I personally believe that, before we look into the future, we should have a glimpse of the past and the shortcomings. It’s important to analyze the problems and build the future projections like we do using EVM for projects. The major area of concern is not the cost but lack of value/innovation in outsourcing. The resources are deployed just for the sake of billability irrespective of their technical capability or viability in current mix.
Some key examples of added values can be to provide new ways of:
- writing efficient design & code
- automate test-cases with-out customer-driven
- propose new solutions to business problems for current or future customer requirements
- implementing customized methodologies as per project requirements using LEAN processes etc.
Typical outsourcing should add R&D even in normal projects and maintenance nature of projects then we can gain customer confidence. The mundane job is not going to help at current billing rate which is dropping regularly. Only innovation can beat this competition and put Indian IT ahead of outsourcing curve.
The next area of concern is the customer confidence which is multi-fold. First the estimation processes are not mature and based on empirical methods (FPA, UCP etc.) and still rely on traditional wide-band Delphi or WBS approach irrespective of which development methodology is opted. e.g. In Agile development environment, WBS/Delphi approaches are viable but for traditional methodologies (RUP, Waterfall), FPA or UCP needs to be used.
Next level of confidence issue is security. When I talk about security, I cover Data/network/documentation/idea etc. as part of required security focus areas which are vulnerable in most of the Indian IT players. We have to build professional code of conduct which is practical & easy-to-use instead of long security policies documented with-out solving any purpose. BPO, KPO and even small subset of IT is based on data security and needs to be addressed on top priority.
The last but not the least is cost, which is of type:
- Direct and
- Indirect
The direct cost is of course employee’s salary. Again this problem is two-fold. The employee’s current remuneration is not as per his/her technical/business capability but based on years of experience. Salary needs to be normalized as per the employee’s capability and active role. There is no harm in paying more if it is adding value in terms of delivery efficiency, new ideas or getting new business.
The indirect cost is where management needs to focus on new ways of operational efficiency. Current operations are running with a decade year old plan and trying to compete with today’s dynamic environment. Cost-cutting with-out rational thinking is not going to help until objectives are laid-out.
Now I would like to bring your attention on future at-least for 4 years. If we are able to play with above mention problems to turn them as our positives, I believe India can not only maintain its leadership tag but will be pioneer in world for Innovation with Professional Ethics and cost-effectiveness.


What needs to be done:
Could the records below be restated word for word, without a single picture?
▶
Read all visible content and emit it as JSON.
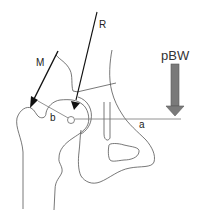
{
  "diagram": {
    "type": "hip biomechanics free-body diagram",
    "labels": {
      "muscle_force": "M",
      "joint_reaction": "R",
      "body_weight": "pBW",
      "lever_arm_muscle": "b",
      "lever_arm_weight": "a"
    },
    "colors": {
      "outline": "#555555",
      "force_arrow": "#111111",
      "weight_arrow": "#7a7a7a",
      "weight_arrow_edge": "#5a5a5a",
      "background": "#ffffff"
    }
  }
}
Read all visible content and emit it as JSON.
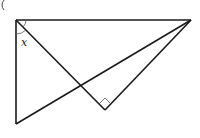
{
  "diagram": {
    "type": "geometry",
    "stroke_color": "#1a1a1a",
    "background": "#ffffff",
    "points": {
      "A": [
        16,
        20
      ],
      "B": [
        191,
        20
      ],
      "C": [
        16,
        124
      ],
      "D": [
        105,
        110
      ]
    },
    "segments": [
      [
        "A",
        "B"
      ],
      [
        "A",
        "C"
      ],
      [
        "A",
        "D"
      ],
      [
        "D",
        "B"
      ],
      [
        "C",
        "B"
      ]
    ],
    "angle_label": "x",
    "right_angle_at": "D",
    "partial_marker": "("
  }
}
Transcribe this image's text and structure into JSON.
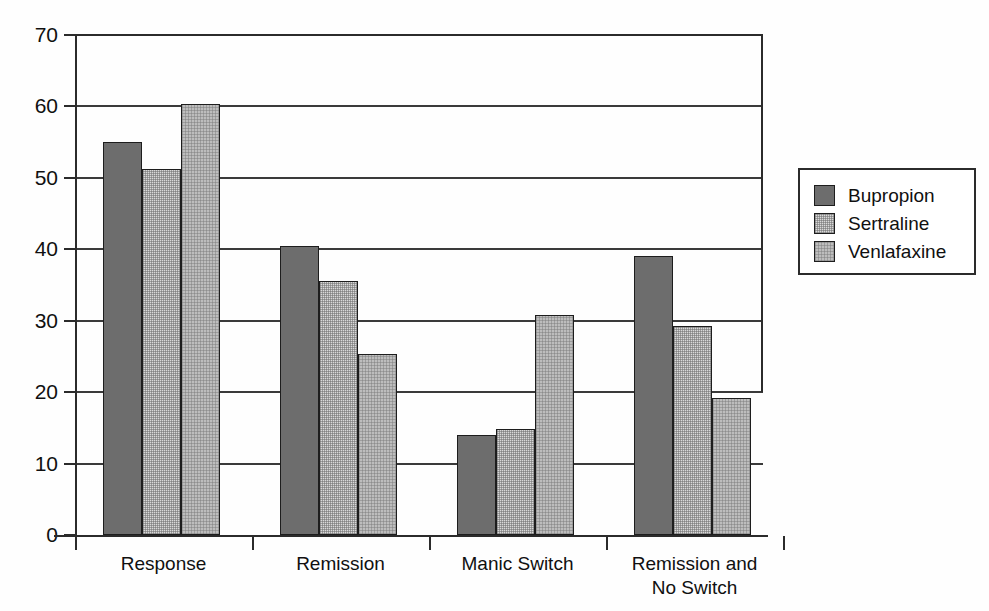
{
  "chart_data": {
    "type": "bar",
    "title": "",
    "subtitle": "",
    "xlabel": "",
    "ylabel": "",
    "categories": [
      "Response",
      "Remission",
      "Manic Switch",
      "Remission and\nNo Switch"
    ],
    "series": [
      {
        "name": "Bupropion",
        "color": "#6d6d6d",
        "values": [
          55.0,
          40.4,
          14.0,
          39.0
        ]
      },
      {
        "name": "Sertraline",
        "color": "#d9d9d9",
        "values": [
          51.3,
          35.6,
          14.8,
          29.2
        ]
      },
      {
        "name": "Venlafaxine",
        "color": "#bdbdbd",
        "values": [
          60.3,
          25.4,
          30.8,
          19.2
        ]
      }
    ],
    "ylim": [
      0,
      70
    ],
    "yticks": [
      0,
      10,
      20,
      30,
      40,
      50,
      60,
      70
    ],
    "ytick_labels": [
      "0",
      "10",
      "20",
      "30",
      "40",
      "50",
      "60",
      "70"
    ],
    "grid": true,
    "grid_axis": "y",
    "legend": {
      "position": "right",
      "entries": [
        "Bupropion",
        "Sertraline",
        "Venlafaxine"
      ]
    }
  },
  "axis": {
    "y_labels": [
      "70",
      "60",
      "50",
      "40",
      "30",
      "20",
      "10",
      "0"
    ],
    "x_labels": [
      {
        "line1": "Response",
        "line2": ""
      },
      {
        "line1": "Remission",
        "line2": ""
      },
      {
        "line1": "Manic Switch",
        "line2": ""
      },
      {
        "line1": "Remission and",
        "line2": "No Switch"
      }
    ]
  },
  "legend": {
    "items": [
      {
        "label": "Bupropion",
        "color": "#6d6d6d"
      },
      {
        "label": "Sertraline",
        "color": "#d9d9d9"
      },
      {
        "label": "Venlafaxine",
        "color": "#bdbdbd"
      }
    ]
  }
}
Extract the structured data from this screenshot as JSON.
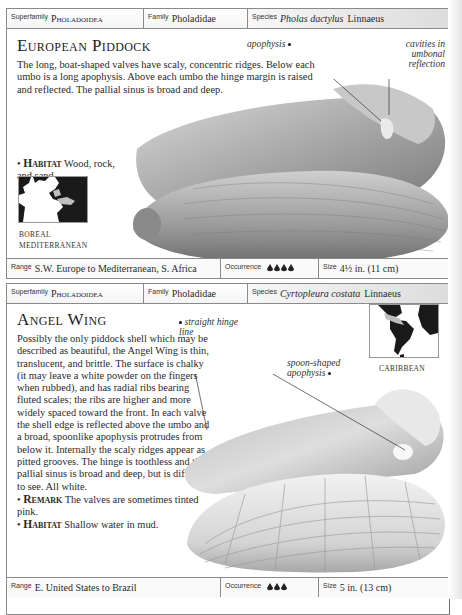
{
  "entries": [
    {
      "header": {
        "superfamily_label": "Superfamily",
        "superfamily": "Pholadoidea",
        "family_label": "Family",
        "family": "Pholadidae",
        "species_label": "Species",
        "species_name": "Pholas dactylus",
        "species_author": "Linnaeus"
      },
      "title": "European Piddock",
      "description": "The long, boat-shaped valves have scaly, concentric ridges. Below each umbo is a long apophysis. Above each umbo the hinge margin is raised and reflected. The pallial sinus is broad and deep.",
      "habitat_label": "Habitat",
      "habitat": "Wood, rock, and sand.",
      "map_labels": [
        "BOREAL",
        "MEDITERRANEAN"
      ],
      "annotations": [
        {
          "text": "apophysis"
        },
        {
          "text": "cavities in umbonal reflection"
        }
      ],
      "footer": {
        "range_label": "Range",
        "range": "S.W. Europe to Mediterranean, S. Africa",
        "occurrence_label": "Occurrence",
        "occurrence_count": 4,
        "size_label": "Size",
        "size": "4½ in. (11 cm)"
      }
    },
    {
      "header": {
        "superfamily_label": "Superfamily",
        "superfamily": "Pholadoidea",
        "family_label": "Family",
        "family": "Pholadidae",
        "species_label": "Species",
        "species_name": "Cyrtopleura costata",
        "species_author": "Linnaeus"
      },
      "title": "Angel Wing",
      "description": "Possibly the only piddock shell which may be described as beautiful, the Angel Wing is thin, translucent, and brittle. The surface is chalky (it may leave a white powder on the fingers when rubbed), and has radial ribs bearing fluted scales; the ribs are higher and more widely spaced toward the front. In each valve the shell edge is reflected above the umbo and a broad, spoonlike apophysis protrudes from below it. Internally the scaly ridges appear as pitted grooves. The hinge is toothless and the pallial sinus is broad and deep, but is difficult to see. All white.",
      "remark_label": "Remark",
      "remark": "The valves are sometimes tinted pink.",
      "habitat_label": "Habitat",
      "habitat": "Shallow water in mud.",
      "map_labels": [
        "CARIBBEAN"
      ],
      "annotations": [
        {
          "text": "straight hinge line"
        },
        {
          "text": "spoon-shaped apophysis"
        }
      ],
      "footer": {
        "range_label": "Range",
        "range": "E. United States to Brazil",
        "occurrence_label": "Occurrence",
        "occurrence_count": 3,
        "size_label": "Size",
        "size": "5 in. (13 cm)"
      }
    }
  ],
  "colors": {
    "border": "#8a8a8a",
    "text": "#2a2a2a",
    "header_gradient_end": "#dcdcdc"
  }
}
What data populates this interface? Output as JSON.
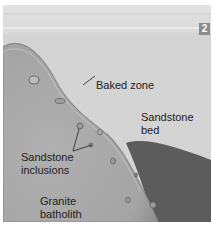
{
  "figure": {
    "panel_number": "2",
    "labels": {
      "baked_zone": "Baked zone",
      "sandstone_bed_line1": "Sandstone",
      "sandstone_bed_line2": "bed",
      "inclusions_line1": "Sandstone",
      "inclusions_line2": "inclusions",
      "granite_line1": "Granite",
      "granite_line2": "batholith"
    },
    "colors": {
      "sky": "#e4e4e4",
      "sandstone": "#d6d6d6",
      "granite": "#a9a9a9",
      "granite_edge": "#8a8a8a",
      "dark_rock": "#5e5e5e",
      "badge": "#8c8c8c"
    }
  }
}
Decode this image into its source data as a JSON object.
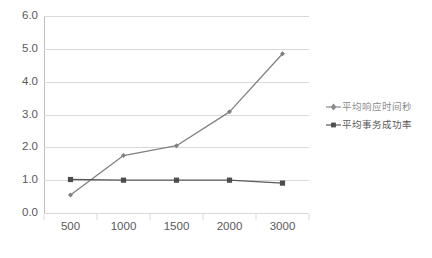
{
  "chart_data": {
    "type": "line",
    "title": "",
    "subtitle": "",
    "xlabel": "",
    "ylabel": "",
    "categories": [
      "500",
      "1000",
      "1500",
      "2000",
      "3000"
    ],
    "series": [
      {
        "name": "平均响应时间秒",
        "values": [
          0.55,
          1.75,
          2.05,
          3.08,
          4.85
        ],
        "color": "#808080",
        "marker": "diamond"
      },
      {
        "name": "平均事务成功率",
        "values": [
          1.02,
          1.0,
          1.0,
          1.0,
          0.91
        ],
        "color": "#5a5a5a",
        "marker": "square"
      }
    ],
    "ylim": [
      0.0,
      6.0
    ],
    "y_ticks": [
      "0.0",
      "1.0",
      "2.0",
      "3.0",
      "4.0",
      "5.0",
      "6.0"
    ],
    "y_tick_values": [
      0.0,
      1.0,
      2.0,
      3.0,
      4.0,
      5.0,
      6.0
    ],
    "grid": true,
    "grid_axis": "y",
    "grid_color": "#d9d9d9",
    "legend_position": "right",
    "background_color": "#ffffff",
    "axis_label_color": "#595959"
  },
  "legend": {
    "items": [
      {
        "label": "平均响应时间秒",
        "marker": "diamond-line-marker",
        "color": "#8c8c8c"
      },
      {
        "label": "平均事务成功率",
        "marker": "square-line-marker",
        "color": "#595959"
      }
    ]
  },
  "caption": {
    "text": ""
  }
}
◀
Response area:
Read all visible content and emit it as JSON.
{
  "diagram": {
    "type": "hip biomechanics free-body diagram",
    "labels": {
      "muscle_force": "M",
      "joint_reaction": "R",
      "body_weight": "pBW",
      "lever_arm_muscle": "b",
      "lever_arm_weight": "a"
    },
    "colors": {
      "outline": "#555555",
      "force_arrow": "#111111",
      "weight_arrow": "#7a7a7a",
      "weight_arrow_edge": "#5a5a5a",
      "background": "#ffffff"
    }
  }
}
Read all visible content and emit it as JSON.
{
  "diagram": {
    "type": "geometry",
    "stroke_color": "#1a1a1a",
    "background": "#ffffff",
    "points": {
      "A": [
        16,
        20
      ],
      "B": [
        191,
        20
      ],
      "C": [
        16,
        124
      ],
      "D": [
        105,
        110
      ]
    },
    "segments": [
      [
        "A",
        "B"
      ],
      [
        "A",
        "C"
      ],
      [
        "A",
        "D"
      ],
      [
        "D",
        "B"
      ],
      [
        "C",
        "B"
      ]
    ],
    "angle_label": "x",
    "right_angle_at": "D",
    "partial_marker": "("
  }
}
Transcribe this image's text and structure into JSON.
{
  "chart_data": {
    "type": "bar",
    "title": "",
    "subtitle": "",
    "xlabel": "",
    "ylabel": "",
    "categories": [
      "Response",
      "Remission",
      "Manic Switch",
      "Remission and\nNo Switch"
    ],
    "series": [
      {
        "name": "Bupropion",
        "color": "#6d6d6d",
        "values": [
          55.0,
          40.4,
          14.0,
          39.0
        ]
      },
      {
        "name": "Sertraline",
        "color": "#d9d9d9",
        "values": [
          51.3,
          35.6,
          14.8,
          29.2
        ]
      },
      {
        "name": "Venlafaxine",
        "color": "#bdbdbd",
        "values": [
          60.3,
          25.4,
          30.8,
          19.2
        ]
      }
    ],
    "ylim": [
      0,
      70
    ],
    "yticks": [
      0,
      10,
      20,
      30,
      40,
      50,
      60,
      70
    ],
    "ytick_labels": [
      "0",
      "10",
      "20",
      "30",
      "40",
      "50",
      "60",
      "70"
    ],
    "grid": true,
    "grid_axis": "y",
    "legend": {
      "position": "right",
      "entries": [
        "Bupropion",
        "Sertraline",
        "Venlafaxine"
      ]
    }
  },
  "axis": {
    "y_labels": [
      "70",
      "60",
      "50",
      "40",
      "30",
      "20",
      "10",
      "0"
    ],
    "x_labels": [
      {
        "line1": "Response",
        "line2": ""
      },
      {
        "line1": "Remission",
        "line2": ""
      },
      {
        "line1": "Manic Switch",
        "line2": ""
      },
      {
        "line1": "Remission and",
        "line2": "No Switch"
      }
    ]
  },
  "legend": {
    "items": [
      {
        "label": "Bupropion",
        "color": "#6d6d6d"
      },
      {
        "label": "Sertraline",
        "color": "#d9d9d9"
      },
      {
        "label": "Venlafaxine",
        "color": "#bdbdbd"
      }
    ]
  }
}
Extract the structured data from this screenshot as JSON.
{
  "entries": [
    {
      "header": {
        "superfamily_label": "Superfamily",
        "superfamily": "Pholadoidea",
        "family_label": "Family",
        "family": "Pholadidae",
        "species_label": "Species",
        "species_name": "Pholas dactylus",
        "species_author": "Linnaeus"
      },
      "title": "European Piddock",
      "description": "The long, boat-shaped valves have scaly, concentric ridges. Below each umbo is a long apophysis. Above each umbo the hinge margin is raised and reflected. The pallial sinus is broad and deep.",
      "habitat_label": "Habitat",
      "habitat": "Wood, rock, and sand.",
      "map_labels": [
        "BOREAL",
        "MEDITERRANEAN"
      ],
      "annotations": [
        {
          "text": "apophysis"
        },
        {
          "text": "cavities in umbonal reflection"
        }
      ],
      "footer": {
        "range_label": "Range",
        "range": "S.W. Europe to Mediterranean, S. Africa",
        "occurrence_label": "Occurrence",
        "occurrence_count": 4,
        "size_label": "Size",
        "size": "4½ in. (11 cm)"
      }
    },
    {
      "header": {
        "superfamily_label": "Superfamily",
        "superfamily": "Pholadoidea",
        "family_label": "Family",
        "family": "Pholadidae",
        "species_label": "Species",
        "species_name": "Cyrtopleura costata",
        "species_author": "Linnaeus"
      },
      "title": "Angel Wing",
      "description": "Possibly the only piddock shell which may be described as beautiful, the Angel Wing is thin, translucent, and brittle. The surface is chalky (it may leave a white powder on the fingers when rubbed), and has radial ribs bearing fluted scales; the ribs are higher and more widely spaced toward the front. In each valve the shell edge is reflected above the umbo and a broad, spoonlike apophysis protrudes from below it. Internally the scaly ridges appear as pitted grooves. The hinge is toothless and the pallial sinus is broad and deep, but is difficult to see. All white.",
      "remark_label": "Remark",
      "remark": "The valves are sometimes tinted pink.",
      "habitat_label": "Habitat",
      "habitat": "Shallow water in mud.",
      "map_labels": [
        "CARIBBEAN"
      ],
      "annotations": [
        {
          "text": "straight hinge line"
        },
        {
          "text": "spoon-shaped apophysis"
        }
      ],
      "footer": {
        "range_label": "Range",
        "range": "E. United States to Brazil",
        "occurrence_label": "Occurrence",
        "occurrence_count": 3,
        "size_label": "Size",
        "size": "5 in. (13 cm)"
      }
    }
  ],
  "colors": {
    "border": "#8a8a8a",
    "text": "#2a2a2a",
    "header_gradient_end": "#dcdcdc"
  }
}
What data populates this interface? Output as JSON.
{
  "figure": {
    "panel_number": "2",
    "labels": {
      "baked_zone": "Baked zone",
      "sandstone_bed_line1": "Sandstone",
      "sandstone_bed_line2": "bed",
      "inclusions_line1": "Sandstone",
      "inclusions_line2": "inclusions",
      "granite_line1": "Granite",
      "granite_line2": "batholith"
    },
    "colors": {
      "sky": "#e4e4e4",
      "sandstone": "#d6d6d6",
      "granite": "#a9a9a9",
      "granite_edge": "#8a8a8a",
      "dark_rock": "#5e5e5e",
      "badge": "#8c8c8c"
    }
  }
}
Decode this image into its source data as a JSON object.
{
  "chart_data": {
    "type": "line",
    "title": "",
    "subtitle": "",
    "xlabel": "",
    "ylabel": "",
    "categories": [
      "500",
      "1000",
      "1500",
      "2000",
      "3000"
    ],
    "series": [
      {
        "name": "平均响应时间秒",
        "values": [
          0.55,
          1.75,
          2.05,
          3.08,
          4.85
        ],
        "color": "#808080",
        "marker": "diamond"
      },
      {
        "name": "平均事务成功率",
        "values": [
          1.02,
          1.0,
          1.0,
          1.0,
          0.91
        ],
        "color": "#5a5a5a",
        "marker": "square"
      }
    ],
    "ylim": [
      0.0,
      6.0
    ],
    "y_ticks": [
      "0.0",
      "1.0",
      "2.0",
      "3.0",
      "4.0",
      "5.0",
      "6.0"
    ],
    "y_tick_values": [
      0.0,
      1.0,
      2.0,
      3.0,
      4.0,
      5.0,
      6.0
    ],
    "grid": true,
    "grid_axis": "y",
    "grid_color": "#d9d9d9",
    "legend_position": "right",
    "background_color": "#ffffff",
    "axis_label_color": "#595959"
  },
  "legend": {
    "items": [
      {
        "label": "平均响应时间秒",
        "marker": "diamond-line-marker",
        "color": "#8c8c8c"
      },
      {
        "label": "平均事务成功率",
        "marker": "square-line-marker",
        "color": "#595959"
      }
    ]
  },
  "caption": {
    "text": ""
  }
}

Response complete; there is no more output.